There are many important issues in public life right now, but for a large number of people in Scotland the future of football, the national game, is no small matter, says Simon Barrow. It is not just about sport, it is also about people, communities, hopes and dreams, culture and values. Put bluntly, who does (and who should) own a sport loved by hundreds of thousands? Whose interests are being served by the way it is presently being run?
As government becomes more technocratic and anonymous, and as recession and financial chaos makes people angry and suspicious towards the political class, the need to be seen to be “where people are” and to shape public mood through cultural activity large and small is here to stay, says Simon Barrow.
'Where there's a wall there's a way' is the catchphrase for a brand new racquet-based sport in Scotland, which the Kirk has been helping to pilot there.
Sport is part of a cultural and economic system, but it does not have to be repressive, even though sometimes - not least from a gender perspective - it is, writes Colette Gilhooley. There are also interesting links to be made and observed between the discourses and practices of sport and religion.
Both Whole Life Sports and Women’s Centre are efforts to bring peace to the family and community and to collaborate with churches in healing social and societal wounds in Jamaica. Mark Beach reports from the International Ecumenical Peace Convocation (IEPC) in the capital, Kingston.
The curious case of "King James" LeBron, US basketball player, has produced not just manufactured outrage over disloyalty, but a veritable religious marketplace of allegiances connecting fans, idols and saviours, says M. Cooper Harriss. It can be seen as a peculiarly modern American version of idolatry.
If watching football is a waste of time with redeeming moments, much the same could be said about prayer, says Simon Barrow. In a world over-attached to achievement, we lose sight of the fact that what is really 'worth it' is often not conventionally 'productive'.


Exercise
With the pictures excluded, repeat every entry exactly.

Dataset records on visual material
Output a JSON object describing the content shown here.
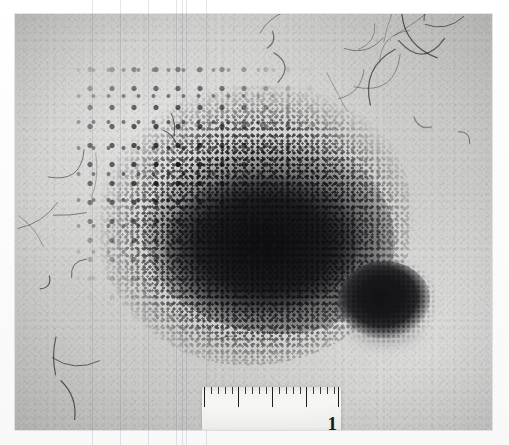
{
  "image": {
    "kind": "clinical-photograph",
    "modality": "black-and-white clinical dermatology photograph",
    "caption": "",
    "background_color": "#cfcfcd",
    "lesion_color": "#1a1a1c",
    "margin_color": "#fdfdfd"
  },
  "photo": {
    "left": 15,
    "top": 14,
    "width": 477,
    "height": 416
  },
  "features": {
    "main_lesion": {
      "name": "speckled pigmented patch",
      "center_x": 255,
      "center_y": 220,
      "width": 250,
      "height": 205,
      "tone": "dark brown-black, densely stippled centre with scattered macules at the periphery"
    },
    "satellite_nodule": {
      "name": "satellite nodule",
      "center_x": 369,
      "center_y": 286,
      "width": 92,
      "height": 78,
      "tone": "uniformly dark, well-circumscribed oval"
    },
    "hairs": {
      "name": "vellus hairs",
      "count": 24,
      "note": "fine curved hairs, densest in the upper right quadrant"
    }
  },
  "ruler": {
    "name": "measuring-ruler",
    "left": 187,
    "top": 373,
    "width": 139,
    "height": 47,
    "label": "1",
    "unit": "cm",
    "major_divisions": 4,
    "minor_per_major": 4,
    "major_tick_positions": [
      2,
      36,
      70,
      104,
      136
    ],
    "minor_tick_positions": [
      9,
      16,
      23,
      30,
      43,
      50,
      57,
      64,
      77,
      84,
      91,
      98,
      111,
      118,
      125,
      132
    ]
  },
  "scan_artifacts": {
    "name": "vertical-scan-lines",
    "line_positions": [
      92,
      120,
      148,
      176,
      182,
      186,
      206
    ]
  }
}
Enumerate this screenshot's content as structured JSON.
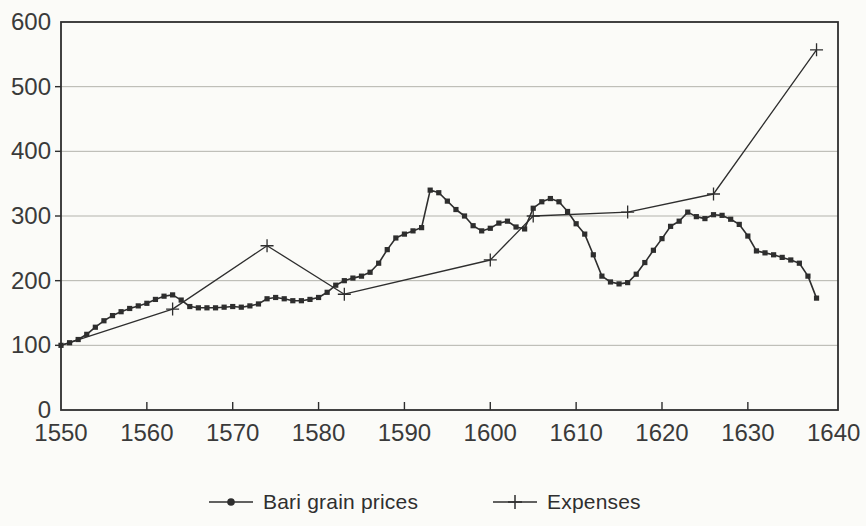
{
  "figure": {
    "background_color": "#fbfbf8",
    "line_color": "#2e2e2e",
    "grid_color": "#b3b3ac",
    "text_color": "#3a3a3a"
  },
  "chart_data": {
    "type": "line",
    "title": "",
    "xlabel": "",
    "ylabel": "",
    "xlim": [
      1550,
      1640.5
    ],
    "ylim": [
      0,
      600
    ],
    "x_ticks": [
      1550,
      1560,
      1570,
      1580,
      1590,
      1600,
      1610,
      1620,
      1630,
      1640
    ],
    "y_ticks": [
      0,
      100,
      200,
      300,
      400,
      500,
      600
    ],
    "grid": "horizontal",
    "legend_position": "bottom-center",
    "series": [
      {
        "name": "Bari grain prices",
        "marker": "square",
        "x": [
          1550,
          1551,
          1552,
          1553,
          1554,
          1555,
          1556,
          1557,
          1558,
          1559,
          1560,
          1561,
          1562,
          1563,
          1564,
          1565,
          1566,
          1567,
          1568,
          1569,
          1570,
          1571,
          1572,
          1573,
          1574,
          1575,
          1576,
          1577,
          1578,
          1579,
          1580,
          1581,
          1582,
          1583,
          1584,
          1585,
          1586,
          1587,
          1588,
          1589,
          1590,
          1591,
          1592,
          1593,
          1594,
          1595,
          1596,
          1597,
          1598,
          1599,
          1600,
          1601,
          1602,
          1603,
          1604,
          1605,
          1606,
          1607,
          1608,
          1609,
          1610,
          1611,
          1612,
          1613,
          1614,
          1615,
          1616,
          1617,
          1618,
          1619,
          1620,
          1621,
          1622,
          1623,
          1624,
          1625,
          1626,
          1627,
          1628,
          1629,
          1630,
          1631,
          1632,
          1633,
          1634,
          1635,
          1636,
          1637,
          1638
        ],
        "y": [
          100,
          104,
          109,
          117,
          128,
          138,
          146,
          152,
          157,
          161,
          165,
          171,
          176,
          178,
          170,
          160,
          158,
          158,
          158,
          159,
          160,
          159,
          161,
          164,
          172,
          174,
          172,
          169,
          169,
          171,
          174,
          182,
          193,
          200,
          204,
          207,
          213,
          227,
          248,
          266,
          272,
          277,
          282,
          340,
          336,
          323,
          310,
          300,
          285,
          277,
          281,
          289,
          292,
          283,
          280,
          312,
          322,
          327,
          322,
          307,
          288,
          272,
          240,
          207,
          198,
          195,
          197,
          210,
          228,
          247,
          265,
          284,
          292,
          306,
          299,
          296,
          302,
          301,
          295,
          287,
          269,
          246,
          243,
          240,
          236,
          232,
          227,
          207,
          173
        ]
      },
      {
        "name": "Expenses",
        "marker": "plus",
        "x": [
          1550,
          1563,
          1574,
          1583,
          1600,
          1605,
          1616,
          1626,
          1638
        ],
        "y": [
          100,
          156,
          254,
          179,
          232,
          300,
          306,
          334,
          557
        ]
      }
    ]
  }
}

Written answer
Output a JSON object describing the content shown here.
{
  "image": {
    "kind": "clinical-photograph",
    "modality": "black-and-white clinical dermatology photograph",
    "caption": "",
    "background_color": "#cfcfcd",
    "lesion_color": "#1a1a1c",
    "margin_color": "#fdfdfd"
  },
  "photo": {
    "left": 15,
    "top": 14,
    "width": 477,
    "height": 416
  },
  "features": {
    "main_lesion": {
      "name": "speckled pigmented patch",
      "center_x": 255,
      "center_y": 220,
      "width": 250,
      "height": 205,
      "tone": "dark brown-black, densely stippled centre with scattered macules at the periphery"
    },
    "satellite_nodule": {
      "name": "satellite nodule",
      "center_x": 369,
      "center_y": 286,
      "width": 92,
      "height": 78,
      "tone": "uniformly dark, well-circumscribed oval"
    },
    "hairs": {
      "name": "vellus hairs",
      "count": 24,
      "note": "fine curved hairs, densest in the upper right quadrant"
    }
  },
  "ruler": {
    "name": "measuring-ruler",
    "left": 187,
    "top": 373,
    "width": 139,
    "height": 47,
    "label": "1",
    "unit": "cm",
    "major_divisions": 4,
    "minor_per_major": 4,
    "major_tick_positions": [
      2,
      36,
      70,
      104,
      136
    ],
    "minor_tick_positions": [
      9,
      16,
      23,
      30,
      43,
      50,
      57,
      64,
      77,
      84,
      91,
      98,
      111,
      118,
      125,
      132
    ]
  },
  "scan_artifacts": {
    "name": "vertical-scan-lines",
    "line_positions": [
      92,
      120,
      148,
      176,
      182,
      186,
      206
    ]
  }
}
Enumerate this screenshot's content as structured JSON.
{
  "figure": {
    "background_color": "#fbfbf8",
    "line_color": "#2e2e2e",
    "grid_color": "#b3b3ac",
    "text_color": "#3a3a3a"
  },
  "chart_data": {
    "type": "line",
    "title": "",
    "xlabel": "",
    "ylabel": "",
    "xlim": [
      1550,
      1640.5
    ],
    "ylim": [
      0,
      600
    ],
    "x_ticks": [
      1550,
      1560,
      1570,
      1580,
      1590,
      1600,
      1610,
      1620,
      1630,
      1640
    ],
    "y_ticks": [
      0,
      100,
      200,
      300,
      400,
      500,
      600
    ],
    "grid": "horizontal",
    "legend_position": "bottom-center",
    "series": [
      {
        "name": "Bari grain prices",
        "marker": "square",
        "x": [
          1550,
          1551,
          1552,
          1553,
          1554,
          1555,
          1556,
          1557,
          1558,
          1559,
          1560,
          1561,
          1562,
          1563,
          1564,
          1565,
          1566,
          1567,
          1568,
          1569,
          1570,
          1571,
          1572,
          1573,
          1574,
          1575,
          1576,
          1577,
          1578,
          1579,
          1580,
          1581,
          1582,
          1583,
          1584,
          1585,
          1586,
          1587,
          1588,
          1589,
          1590,
          1591,
          1592,
          1593,
          1594,
          1595,
          1596,
          1597,
          1598,
          1599,
          1600,
          1601,
          1602,
          1603,
          1604,
          1605,
          1606,
          1607,
          1608,
          1609,
          1610,
          1611,
          1612,
          1613,
          1614,
          1615,
          1616,
          1617,
          1618,
          1619,
          1620,
          1621,
          1622,
          1623,
          1624,
          1625,
          1626,
          1627,
          1628,
          1629,
          1630,
          1631,
          1632,
          1633,
          1634,
          1635,
          1636,
          1637,
          1638
        ],
        "y": [
          100,
          104,
          109,
          117,
          128,
          138,
          146,
          152,
          157,
          161,
          165,
          171,
          176,
          178,
          170,
          160,
          158,
          158,
          158,
          159,
          160,
          159,
          161,
          164,
          172,
          174,
          172,
          169,
          169,
          171,
          174,
          182,
          193,
          200,
          204,
          207,
          213,
          227,
          248,
          266,
          272,
          277,
          282,
          340,
          336,
          323,
          310,
          300,
          285,
          277,
          281,
          289,
          292,
          283,
          280,
          312,
          322,
          327,
          322,
          307,
          288,
          272,
          240,
          207,
          198,
          195,
          197,
          210,
          228,
          247,
          265,
          284,
          292,
          306,
          299,
          296,
          302,
          301,
          295,
          287,
          269,
          246,
          243,
          240,
          236,
          232,
          227,
          207,
          173
        ]
      },
      {
        "name": "Expenses",
        "marker": "plus",
        "x": [
          1550,
          1563,
          1574,
          1583,
          1600,
          1605,
          1616,
          1626,
          1638
        ],
        "y": [
          100,
          156,
          254,
          179,
          232,
          300,
          306,
          334,
          557
        ]
      }
    ]
  }
}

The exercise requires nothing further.